Dundee International Book Prize 2015 finalists announced

The Chicken Soup Murder by Maria Donovan, Devil Take the Hindmost by Martin Cathcart Froden and Rainbirds by Clarissa Nathania Goenawan will compete for the top spot in this year’s Dundee International Book Prize, which attracted almost 500 entries from four continents.

Maria, Martin and Clarissa’s novels will now go before this year’s all-star judging panel comprising broadcaster and former Rector of University of Dundee Fred MacAulay, award-winning writer Denise Mina, Creative Scotland’s Jenny Niven, Dundee Honorary graduate Danny Wallace and literary agent Ed Wilson.

The judges will read each and select a winner, who will be announced at the Dundee Literary Festival in October. A publishing deal with Cargo Publishing and £10,000 – the largest cash prize for unpublished work in the UK – is up for grabs.

An anthology of extracts from all 10 authors who made the shortlist stage of the competition is available for one week from Tuesday, 14th July as a free eBook from Amazon and priced at 99p thereafter. The top title will be named as the eleventh winner of the Book Prize, organised by the Literary Dundee initiative, and Dundee City Council's 'One City, Many Discoveries' campaign.

Anna Day, of Literary Dundee, said, “We’ve got three really brilliant debut novels on our hands in what’s been a particularly strong year for the Dundee International Book Prize, selected from the ten superb novels on the shortlist.

“We’re really proud to celebrate brand new voices here in our City of Discovery, through our festival, the work of our colleagues in the University’s Writing Practice and Study Masters programme, and especially through the Dundee International Book Prize. Maria, Martin and Clarissa would all be worthy and welcome winners. The judges have some tough decisions ahead and we can’t wait to hear their decision.”

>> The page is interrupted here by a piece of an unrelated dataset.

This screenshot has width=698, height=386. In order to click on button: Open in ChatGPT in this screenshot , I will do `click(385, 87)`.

Maria Donovan is from Bridport in Dorset. She's lived in other countries, speaks fluent Dutch, and has been a factory worker, nurse, gardener, magician's assistant, busker, student and university lecturer. Maria’s short stories have been published in magazines and anthologies, including the New Welsh Review and Mslexia, and a full collection of her short stories, Pumping Up Napoleon, has been published by Seren.

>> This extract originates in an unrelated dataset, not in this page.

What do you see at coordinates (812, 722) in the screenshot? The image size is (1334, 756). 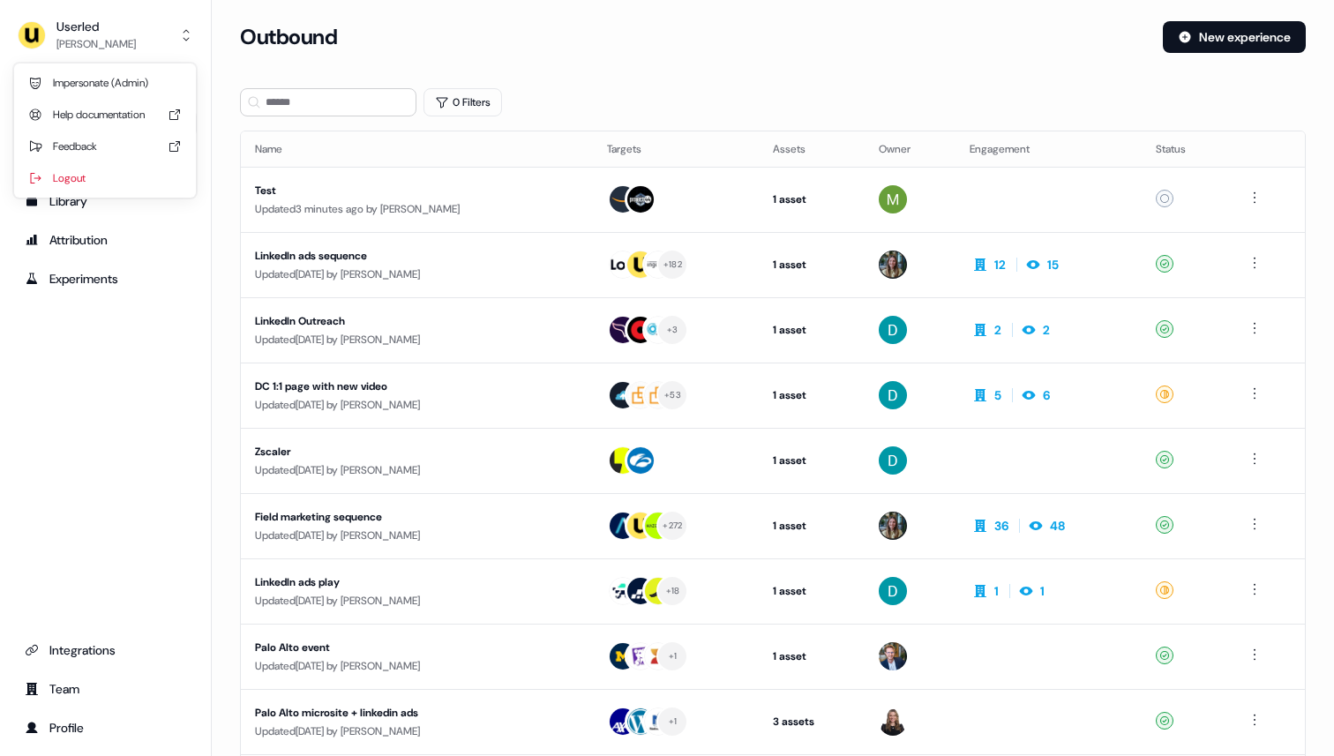 I see `div: 3 assets` at bounding box center [812, 722].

Originally from Sweden, Martin Cathcart Froden has lived in Canada, Israel, Argentina and London and worked as a drummer, avocado picker, sound engineer, magazine editor and greengrocer, as well as teaching English in prisons. His fiction has been shortlisted for various awards including the Bridport Prize, and broadcast on BBC Radio 4. He recently completed a Masters in Creative Writing at Glasgow University, where he will be starting his doctoral studies in 2015. He lives in a tiny flat with his wife, three young children and an array of bicycle parts.

Clarissa N. Goenawan is a Singapore-based writer and a graduate of the Curtis Brown Creative novel-writing course. She’s also a recipient of National Arts Council of Singapore grant and a mentee on the WoMentoring Project. Her short stories have won several awards, and been published in The MacGuffin, Your Impossible Voice, Black Denim Lit, Needle In The Hay, and Writing The City. Rainbirds, her shortlisted novel, has just been awarded the 2015 Bath Novel Award, worth £1000.

Will Dawson, convener of Dundee City Council's city development committee, said, “The city is firmly on the literary map not just because of the quantity and range of manuscripts submitted for the Book Prize, but because of the extremely high quality of entries that are submitted.

“I don't envy the judges their task in picking a winner, but I do know that whichever novel is chosen will be right out of the top drawer.”

Gill Tasker, Joint Managing Director at Cargo Publishing, said, “We're delighted that, once again, the Dundee International Book Prize shortlist has produced three outstanding novels and our congratulations go to all three talented authors. We're excited to be publishing the winner, whoever that will be!”

The 2014 winner was Amy Mason for her book The Other Ida, a powerful debut about a play and the troubling family history that surrounds it, described by fellow author Emma Jane Unsworth as ‘fresh, lyrical, fearless, and very funny’. Amy has appeared at Aye Write in Glasgow and Bristol Festival of Ideas, among others, and will be at the Edinburgh International Book Festival in August. The Other Ida is up for the First Book Award at this year’s Edinburgh International Book Festival, a prize which celebrates the wealth of new writing included in the Book Festival programme each year.